With the success of last year’s showcase of emerging talent in film, specifically exploring the horror genre made by female filmmakers, The Final Girls are back with a second instalment of the shorts programme.
To celebrate Women in Horror month, the feminist horror film collective, The Final Girls are taking their programme on the road around the UK. The shorts, from filmmakers around the world each have their own perspective on what horror can be. Exploring the genre through animation, monsters, ghosts, memories and satirical viewpoints, these filmmakers each have something unique to share.
We are treated shots from our own shores, like Kate Dolan’s ‘Catcalls’ where a man cruises the streets and picks on the wrong women to exercise his quick thrill.

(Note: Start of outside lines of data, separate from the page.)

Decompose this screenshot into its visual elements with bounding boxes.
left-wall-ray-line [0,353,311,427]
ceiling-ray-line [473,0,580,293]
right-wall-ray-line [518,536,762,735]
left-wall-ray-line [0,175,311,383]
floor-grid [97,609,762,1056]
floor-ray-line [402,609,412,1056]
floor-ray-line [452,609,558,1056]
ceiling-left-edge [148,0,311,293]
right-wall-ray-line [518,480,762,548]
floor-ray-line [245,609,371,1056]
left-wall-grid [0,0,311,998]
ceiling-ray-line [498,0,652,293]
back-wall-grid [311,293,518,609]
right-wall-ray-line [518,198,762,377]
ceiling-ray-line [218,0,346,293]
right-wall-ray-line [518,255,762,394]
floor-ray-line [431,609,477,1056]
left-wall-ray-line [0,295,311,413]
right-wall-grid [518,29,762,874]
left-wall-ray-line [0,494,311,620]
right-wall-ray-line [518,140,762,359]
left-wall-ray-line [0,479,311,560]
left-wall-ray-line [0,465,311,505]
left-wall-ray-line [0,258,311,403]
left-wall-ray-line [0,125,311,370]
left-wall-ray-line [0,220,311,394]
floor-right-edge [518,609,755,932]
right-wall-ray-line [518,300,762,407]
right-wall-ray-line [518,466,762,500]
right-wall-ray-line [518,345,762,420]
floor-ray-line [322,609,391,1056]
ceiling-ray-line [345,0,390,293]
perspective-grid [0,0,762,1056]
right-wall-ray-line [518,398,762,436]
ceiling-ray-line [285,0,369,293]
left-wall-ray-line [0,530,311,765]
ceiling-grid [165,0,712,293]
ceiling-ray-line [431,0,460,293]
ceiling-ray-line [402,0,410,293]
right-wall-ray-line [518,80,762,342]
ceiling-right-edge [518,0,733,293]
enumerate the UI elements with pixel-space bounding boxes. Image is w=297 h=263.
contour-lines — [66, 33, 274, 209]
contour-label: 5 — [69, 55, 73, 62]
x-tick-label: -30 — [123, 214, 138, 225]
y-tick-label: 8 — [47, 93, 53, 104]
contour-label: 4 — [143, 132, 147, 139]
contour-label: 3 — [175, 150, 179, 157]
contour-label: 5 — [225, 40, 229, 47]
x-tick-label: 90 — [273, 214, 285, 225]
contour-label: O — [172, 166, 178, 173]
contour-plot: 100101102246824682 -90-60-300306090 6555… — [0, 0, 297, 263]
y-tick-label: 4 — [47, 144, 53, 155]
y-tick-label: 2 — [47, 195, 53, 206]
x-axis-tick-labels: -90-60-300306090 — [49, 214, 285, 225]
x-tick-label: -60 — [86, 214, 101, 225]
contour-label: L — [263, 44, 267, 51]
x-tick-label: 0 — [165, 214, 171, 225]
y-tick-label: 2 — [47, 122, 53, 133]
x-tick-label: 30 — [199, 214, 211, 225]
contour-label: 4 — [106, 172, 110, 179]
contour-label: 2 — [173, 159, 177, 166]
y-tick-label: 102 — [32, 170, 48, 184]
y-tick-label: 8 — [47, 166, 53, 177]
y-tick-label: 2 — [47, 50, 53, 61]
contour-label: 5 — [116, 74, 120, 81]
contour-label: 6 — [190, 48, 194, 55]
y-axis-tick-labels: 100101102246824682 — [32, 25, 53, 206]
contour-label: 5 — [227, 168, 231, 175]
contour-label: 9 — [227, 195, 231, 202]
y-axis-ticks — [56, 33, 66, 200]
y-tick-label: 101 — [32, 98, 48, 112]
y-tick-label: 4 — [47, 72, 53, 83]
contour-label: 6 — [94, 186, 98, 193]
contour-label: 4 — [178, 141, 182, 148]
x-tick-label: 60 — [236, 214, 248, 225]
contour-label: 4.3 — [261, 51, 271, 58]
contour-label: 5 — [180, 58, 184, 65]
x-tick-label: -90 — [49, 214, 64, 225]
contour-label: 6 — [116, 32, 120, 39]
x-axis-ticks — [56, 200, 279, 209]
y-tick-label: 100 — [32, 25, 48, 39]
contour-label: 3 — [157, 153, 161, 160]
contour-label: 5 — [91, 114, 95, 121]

They soon get their revenge. As well as Rebecca Culverhouse’s #EatPretty about a product photographer is who is obsessed with the perfect image and soon turning to sweeter, darker things. Shot like beauty adverts, the film captures the essence of what makes the perfect outward image while conveying the darker side to this lifestyle.
Those who had a fear of puppets were warned at the start and no wonder as Hanna Bergholm’s ‘Puppet Master’ was about a lonely woman who is turned into a puppet by a handsome stranger. But the beautifully filmed puppetry was heartbreaking more than terrifying, at least after the first initial shock.
Animation was also featured in the line up with a fantastical stop motion animated ‘Cerulia’ from Sofia Carrillo which featured Cerulia of the title venture back to her old house where her childhood memories still live, waiting for her return.
The centrepiece short of the evening was the only short with a comedic edge matched only with its undertone in truth. Mariama Diallo’s brilliantly named ‘Hair Wolf’ was pitch perfect at every step. Set in black hair salon, the staff fend off the strange monster like threat, the white woman trying to take away the ‘lifeblood from black culture’. Both zombie and witch like, the woman invades and turns them one by one with a selfie claiming that its ‘viral’. A brilliant film that fits so well into the horror genre, it worries me.
Monster are real, whether they are creatures that roam the streets at night seeking revenge or in your own home, someone you know, someone close to you, maybe even under your bed. The nine shorts we get to see, explore the fantastical and the so real it feels like a dream. We are the Weirdos is hopefully going to become an annual event in the film calendar so we get to see more shorts like this.
So that you don't miss out, tickets for the tour can be found HERE.
So that you don't miss out, tickets for the tour can be found HERE.